13. (SBU) SOP continues to use English language
skills, academic excellence, and demonstrated
leadership and social skills as selection
criteria for its summer camp program. SOP staff
readily admit that their heavy reliance on
English language ability inadvertently led them
to target wealthy Palestinians during the PA
boycott of its program, relying on private
schools with strong English language programs,
such as Al Quds University to identify potential
participants for the past three years. However,
they are consciously working to target low-income
youth. SOP has done a good job establishing gender
balance in its summer camp caseload; 51 percent
of its past summer camp participants have been
male and 49 percent female. However, SOP's
ability to target refugees in its follow-on
programming is limited by its own record keeping:
SOP's database does not identify the refugee
status of its former summer campers. SOP
actively involves former campers its programming
decisions.

--------------
SPHERE STANDARDS AND CODES OF CONDUCT
--------------


14. (U) Seeds of Peace does not use SPHERE
standards to design its programming, but is
willing to do so if requested. SOP has a Code of
Conduct and advises project staff of their
obligations to report any suspected sexual
exploitation and abuse of beneficiaries by its
facilitators and escorts. No such cases were
reported as of July 21.

--------------
STAFFING, WORKPLACE CONDITIONS AND CONTROLS
--------------


15. (SBU) STAFFING: Seeds of Peace currently has
four full-time employees working on its three
PRM-funded sub-programs on a part-time basis.
(NOTE: SOP does not use PRM funding to support
its full-time staff, but has hired two part-time
English teachers with BA-level credentials and
has compensated several workshop leaders to
implement its refugee camp outreach program. END
NOTE.) Staff work five days per week. Center
Supervisor/camp recruitment program manager Al
Jundi and Olive Branch Editor Wilkis are based at
the Jerusalem Center full-time. SOP's two
refugee camp outreach program staff spend one day
per week at the Jerusalem Center and the
remaining four days working out of the Shufat
Camp Women's Program Center or the apartment SOP
rents in Ramallah. Al Jundi appeared fully and
gainfully employed during refcoord's monitoring
visits. Wilkis was absent on two occasions.
Refcoord was unable to conduct site visits to
SOP's Shufat and Ramallah programs. The
qualifications of SOP staff are mixed. Al Jundi
is a long-time Jerusalem Center staffer who has
conducted summer camp recruitment for SOP for
over five years. SOP's new Ramallah-based staff
member, a former head counselor at SOP's Maine
Camp who holds a BA degree from Earlham College,
appears cognizant of the political dynamics of
refugee camps. However, SOP's new Jerusalem
program officer has no prior experience working
with Palestinian refugees. Olive Branch Editor
Seth Wilkis, who has been responsible for
implementing SOP's PRM-funded Arabic translations
since October 2003, is not fluent in Arabic,
forcing SOP to rely on out-sourcing or volunteer
former campers.


16. (U) OFFICES AND EQUIPMENT: SOP established
its Jerusalem Center for Co-Existence in 1999 to
provide office space and a meeting site for the
follow-up activities it organizes for
Palestinian-Israeli camp graduates. The Center
is located in a clean and spacious private four-
floor house in the French Hill area of East
Jerusalem and was being used both as office space
and a workshop/seminar site for former campers
resident in Jerusalem during refcoord's
monitoring visits. Office equipment appeared in
good working condition, but was not purchased
with PRM funding. SOP has not used any PRM
funding to equip the Ramallah apartment its West
Bank refugee camp community service program
director works out of four days per week.

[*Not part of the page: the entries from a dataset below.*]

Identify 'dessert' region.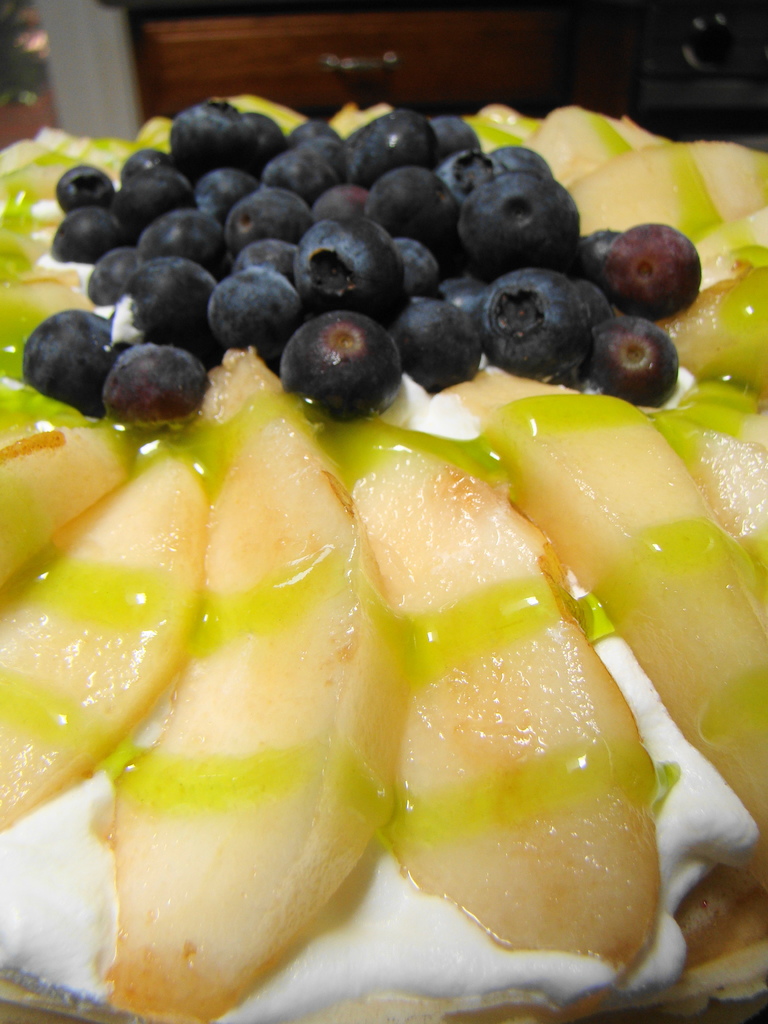
Region: 460,164,575,262.
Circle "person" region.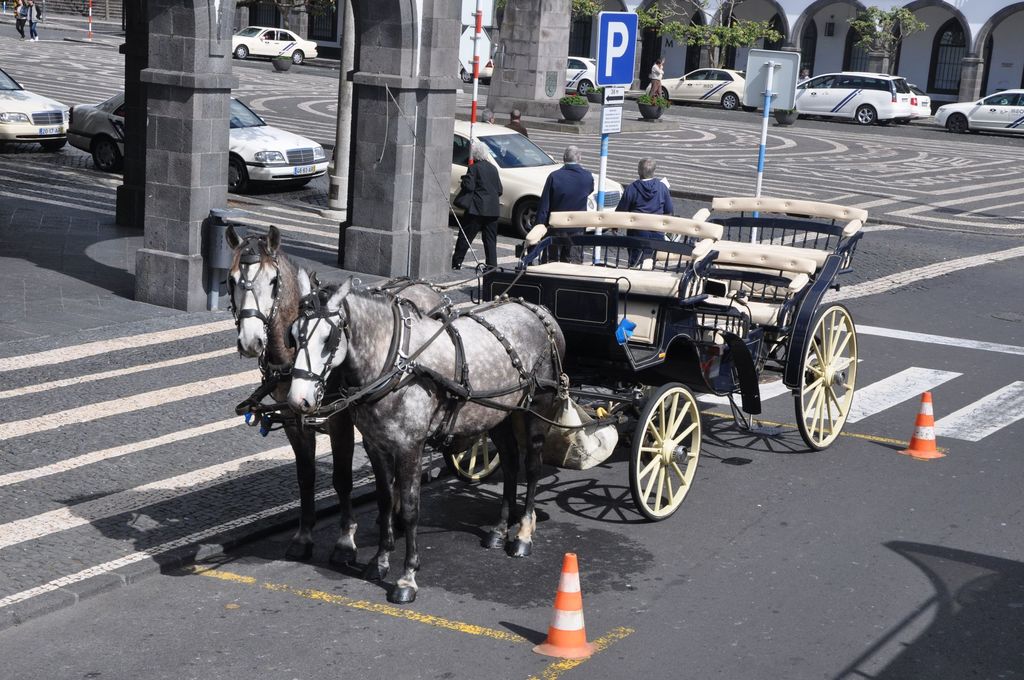
Region: detection(497, 108, 531, 140).
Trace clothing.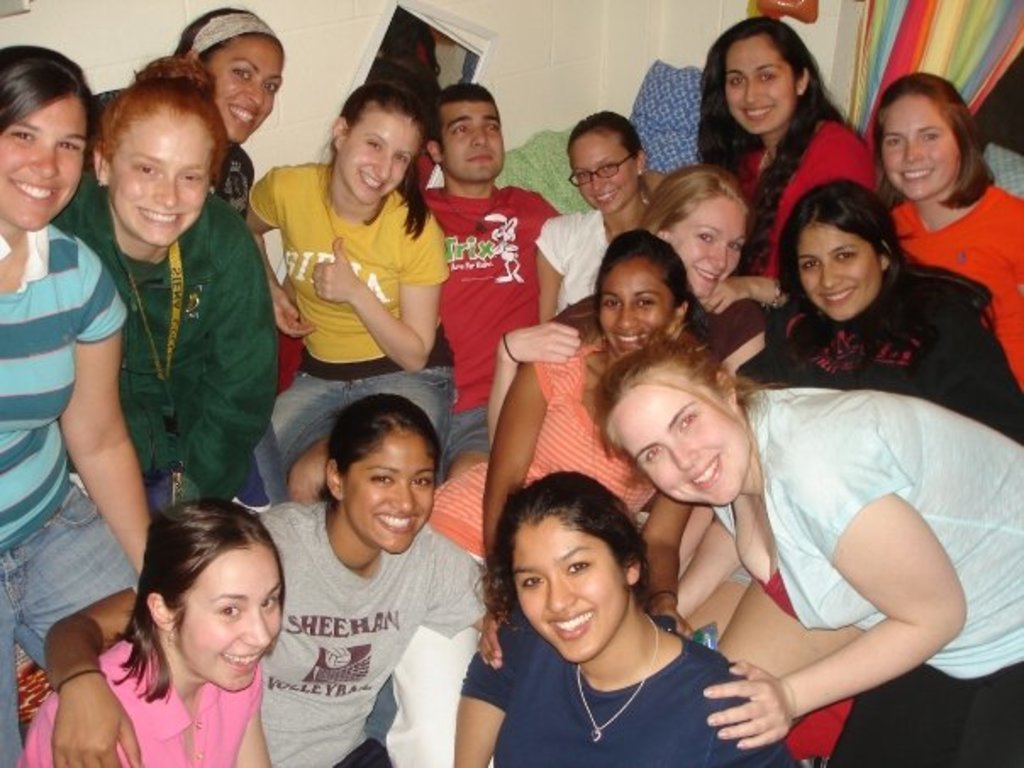
Traced to pyautogui.locateOnScreen(237, 493, 500, 765).
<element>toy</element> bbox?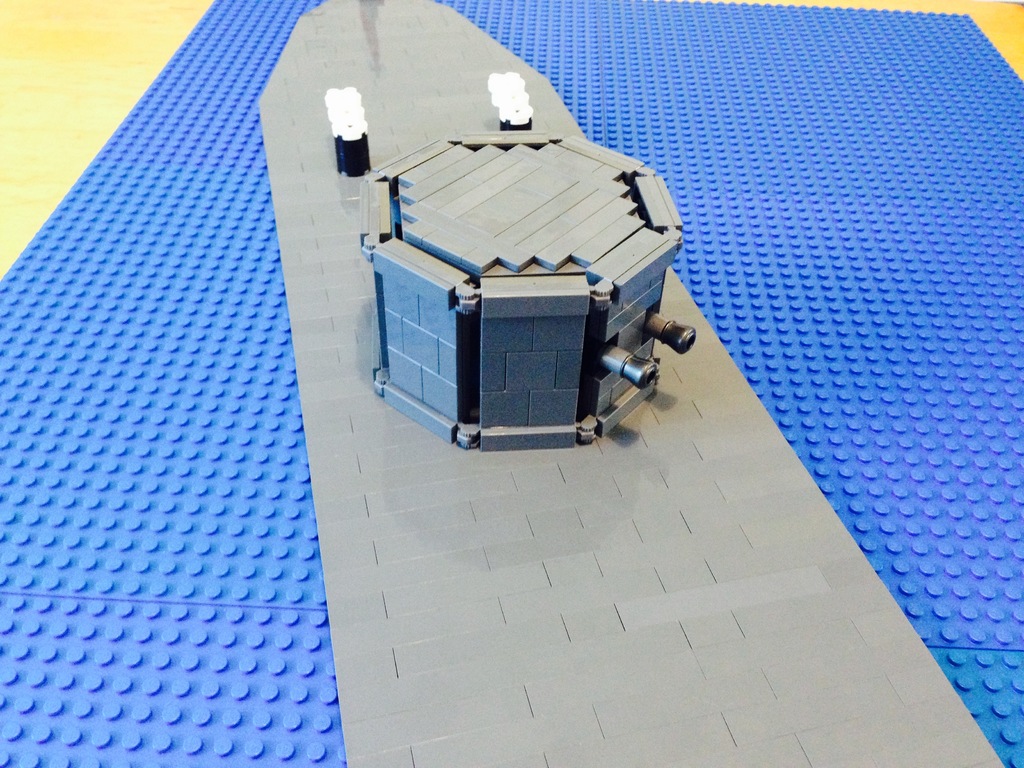
(x1=332, y1=94, x2=709, y2=461)
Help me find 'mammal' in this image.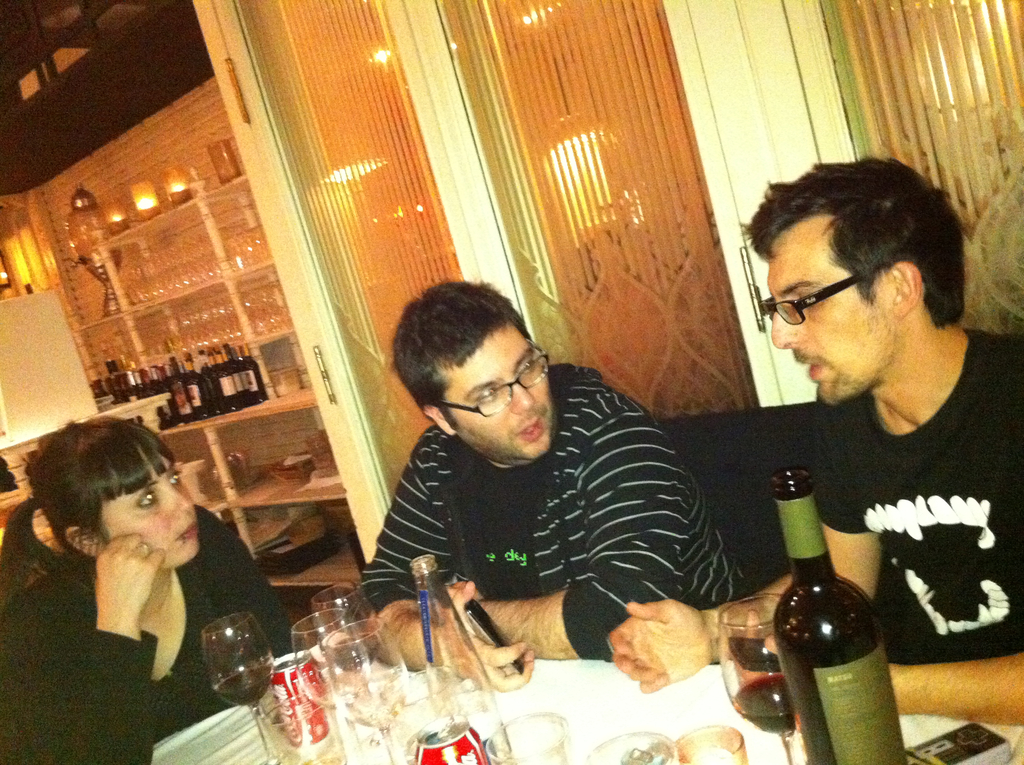
Found it: bbox=(358, 282, 759, 697).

17. (SBU) FINANCIAL CONTROLS: SOP's finances are
handled by its Maine offices, but it employs a
part-time accountant in Jerusalem and appears to
have appropriate financial reporting and
inventory controls.

--------------
PROJECT SUSTAINABILITY
--------------


18. (SBU) SOP's Jerusalem Center currently has
the technical capacity to maintain Palestinian
refugee youth targeting in its summer camp
recruitment efforts, although it would probably
need to establish a working relationship with
UNRWA to improve its access and ensure refugee
status remains one of its program criteria. It
is unlikely that SOP would be capable of
targeting refugees in its follow-on programming
without external assistance, particularly if SOP
continues to maintain a database that fails to
track the refugee status of its former campers.
SOP does not currently have the capacity to carry
out in-house Arabic translation activities: it
lacks editorial staff fluent in Arabic.

--------------
RECOMMENDATIONS/OBSERVATIONS
--------------


19. (C) Refcoord has reviewed the new $100,000
project proposal SOP submitted to the Department
on July 22 which asks PRM to continue supporting
the same three activities it implemented this
year (i.e., recruiting refugees for its summer
camp, implementing community service programs in
UNRWA refugee camps, and producing Arabic
language tolerance materials). Given that
funding for NGOs is limited and that SOP has
struggled to fully implement the two year-round
components in its current agreement, refcoord
recommends that PRM consider scaling back future
agreements to support SOP's effort to recruit
more refugees to participate in its summer camp
in Maine. The new refugee camp-based activities
that are now the focus of SOP's attempt to
include refugees in its year-round programming
may facilitate SOP's summer camp recruitment
efforts, but its reliance on UNRWA and other
local NGOs to secure access has diluted the
conflict-resolution focus of its year-round
program. In some instances, the activities SOP
is undertaking in UNRWA refugee camps appear to
primarily serve to rehabilitate SOP's reputation
as an "American NGO." In addition, PRM has
recently agreed to fund a phase II tolerance
project that may make SOP's publishing activities
redundant. That said, UNRWA wants to introduce
new activities under its phase II tolerance
project, such as establishing summer camps in its
West Bank schools, that could probably be
implemented effectively by SOP. If SOP were
willing to revise its proposal/approach to year-
round refugee programming, UNRWA Education
Program Director Kabir Shaikh has indicated that
he would be willing to work with SOP as an
implementing partner. This partnership would
provide SOP with the strong managerial oversight
and broad access to refugee camps that it
currently lacks, and would maintain its tolerance
and co-existence focus. Refcoord does not
support funding SOP's Arabic language program for
a third year. Apart from duplicating texts UNRWA
has in production, SOP has done little work to
distribute its publications outside UNRWA
schools, and has no current plan to hire Arabic-
speaking editors or translators that would reduce
its dependence on expensive out-sourcing.